Friday, April 15, 2016

Jackie Robinson’s legacy carries on, one wiffle bat swing at a time

There are places you assume are there but don’t know for sure. A school, say, in the middle of a huge city where college banners hang from the auditorium rafters and beneath them 10-year-olds carry backpacks and aim toward the rest of their lives, only they don’t really know it for sure because that’s, like, way after lunch.
There are people in these places where every day is Jackie Robinson Day, where the lessons are in a taut “Good morning!” and a pal who looks nothing like you and a little girl in a hijab and a math teacher who sees the best in all of it.
Commonwealth Avenue Elementary School, say, which is a few miles from Dodger Stadium and a few in the other direction from the riots of a quarter-century ago, the ones these 10-year-olds’ parents hid from when they were 10.
On the corner of West 3rd and North Virgil avenues, on a Friday significant 69 years after Jackie Robinson himself laid a spike on the Ebbets Field grounds, some 200 fourth and fifth graders met Jackie’s daughter, Sharon. They met a black man, Carl Crawford, and a man of mixed-race parents, Trayce Thompson, who play for the Dodgers. They met a white woman, Leah O’Brien-Amico, who won three Olympic gold medals as a softball player.
Jackie Robinson, the man in the pictures they’d colored in Dodger blue and thumbtacked to the walls of the auditorium, had come to life in their visions of what is possible. Sharon Robinson, Carl Crawford, Trayce Thompson and Leah O’Brien-Amico were here in some part because of Jackie, and the children were here because they have next, and a big-headed Dodgers mascot was here because life at times can get creepy.
“Whatever it is,” O’Brien-Amico told them, “you go out there and find what you love to do and you can break down barriers just like Jackie Robinson.”
Outside, on a black-topped rectangle edged in chain link, they chanted, “One-two-three, play ball!” and then endeavored to hit plastic balls with plastic bats into a howling wind and over a 10-foot fence. Some did. They swung as hard as they laughed, as their playground teemed with big leaguers and friends and squirrely lime green baseballs. This was Major League Baseball’s Play Ball initiative, which hopes to clear a space – big or small – and put a bat and a ball into a kid’s hands and then see what comes. So they run the bases and play catch and watch LAPD officer Cortez shag balls in the outfield and beg Carl Crawford to – c’mon, how hard can it be? – throw a strike.
It was just so perfect, a world dressed in blue caps and white T-shirts, under a blue sky and a warm sun, the sounds of pattering sneakers chasing windblown doubles. The look of what Jackie might’ve left us, all smeared in colors and conviction and acceptance.
With what we’re leaving them – war, hate, global warming (science version), selfie sticks – they’d better learn to love each other. At the bare minimum, to get along. We could start by not hitting each other. Lacking that, maybe seeing ourselves in everyone else. And if we still want to hit each other after that, well, get a bat and a ball. Play Ball is giving them out for free.
“My father fought his entire life – and fights through all of us – to achieve equality in America,” Sharon Robinson said while standing on that black-topped playground. “Yes, he’s hopeful today.
“I think he’d feel disappointed we’ve continued to struggle to build our numbers in baseball. Yet we see more brown faces on the playing fields. My father is the kind of person who would want to remind us we still have a ways to go.”
Her father, Jackie, is, for her, in the present tense. Reminded of it, she smiled.
“He’s so much present in my life,” she said. “Yes, he’s always with me. … He does live with me every day. This is more of a shared experience.”
Just like on this playground, the Colorado Rockies and Chicago Cubs in the moment stood at Wrigley Field, we’d hope with their hearts filled with Jackie. Soon, big-league fields across the country would look the same, we’d hope proud in the number being worn and what it meant, and yet different in the paths that number took to reach those backs. The 42 in New York, in Cleveland, in Minneapolis, in St. Louis and in L.A. asks, “What are we doing to ourselves, folks? Who are we?”
It reasons, “Let’s be No. 42. Let’s be Jackie. Let’s be bigger than all the crap that’s out there, that hurts people, that sends our children into a place that can’t be real, that judges them before they’ve even introduced themselves, that eventually will soil the boys and girls at West 3rd and North Virgil unless we don’t let it.”
It looks over a random playground, over boys and girls waiting to see how the world will treat them, and it cautions, “How are we going to reach all these children?”
The 42 does not fret. The 42 holds out its arms. It insists Jackie Robinson Day is not a day at all, but a reminder of who we need to be on all of the days. The children? All of these wonderful children?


▶ **Problem statement**
Output all the records word for word. Drop the pictures.

▶ **Record excerpts**
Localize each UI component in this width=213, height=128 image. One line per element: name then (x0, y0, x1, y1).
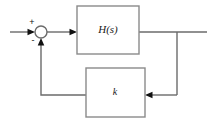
error-arrowhead (70, 29, 78, 36)
feedback-return-arrowhead (38, 38, 45, 46)
forward-block-label: H(s) (97, 23, 118, 36)
summing-junction-circle (35, 26, 47, 38)
summing-junction (35, 26, 47, 38)
block-diagram-canvas: H(s) k + - (0, 0, 213, 128)
plus-sign-label: + (29, 17, 34, 27)
feedback-block-label: k (113, 86, 118, 97)
input-arrowhead (28, 29, 36, 36)
block-diagram-figure: H(s) k + - (0, 0, 213, 128)
minus-sign-label: - (32, 35, 35, 45)
feedback-into-gain-arrowhead (145, 92, 153, 99)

▶ **Answer box**
Localize each UI component in this width=213, height=128 image. One line per element: name then (x0, y0, x1, y1).
error-arrowhead (70, 29, 78, 36)
feedback-return-arrowhead (38, 38, 45, 46)
forward-block-label: H(s) (97, 23, 118, 36)
summing-junction-circle (35, 26, 47, 38)
summing-junction (35, 26, 47, 38)
block-diagram-canvas: H(s) k + - (0, 0, 213, 128)
plus-sign-label: + (29, 17, 34, 27)
feedback-block-label: k (113, 86, 118, 97)
input-arrowhead (28, 29, 36, 36)
block-diagram-figure: H(s) k + - (0, 0, 213, 128)
minus-sign-label: - (32, 35, 35, 45)
feedback-into-gain-arrowhead (145, 92, 153, 99)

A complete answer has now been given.